British vampires, beware... as of last week someone in the UK is on the loose with a 19th-century vampire-slaying kit.
The kit – a lockable wooden chest that contains objects such as crucifixes, holy water, a bible, a stake and a pistol – was sold by Hansons Auctioneers for NZ$33,000.
Its original owner was Lord William Hailey, a British nobleman and former administrator of British India.
It's remarkable that people such as him were truly superstitious about vampires, says auctioneer Charles Hanson.
"Even back in the UK 140 years ago, this Lord Peer, an important individual in British society, very much believed in vampires. It wasn't just a made-up fun kit to have a laugh around the dining table. It was very much there as a precaution," he tells Susie Ferguson.
When Bram Stoker published his iconic vampire novel Dracula in 1897, many intellectuals believed in the supernatural, Hanson says.

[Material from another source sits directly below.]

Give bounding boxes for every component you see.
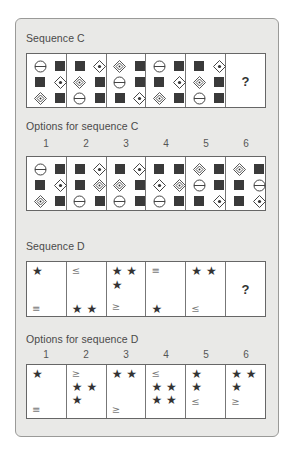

"Dracula was all the rage and I think the relief in such wicked ways after dark that the educated thought 'best be safe, we ought to carry a kit just in case'."
Each item in Hailey's vampire-slaying kit was monogrammed with his initials, and during his life, he was said to carry it with him everywhere.
In recent years, it's been in Nottingham where a family had acquired it with the purchase of an old country house 60 years ago, Hanson says.
When the kit was put up for auction this year, bids came from around the world but it was a UK collector who was the most determined to take it home, Hanson says.
"I think they were mesmerised like me."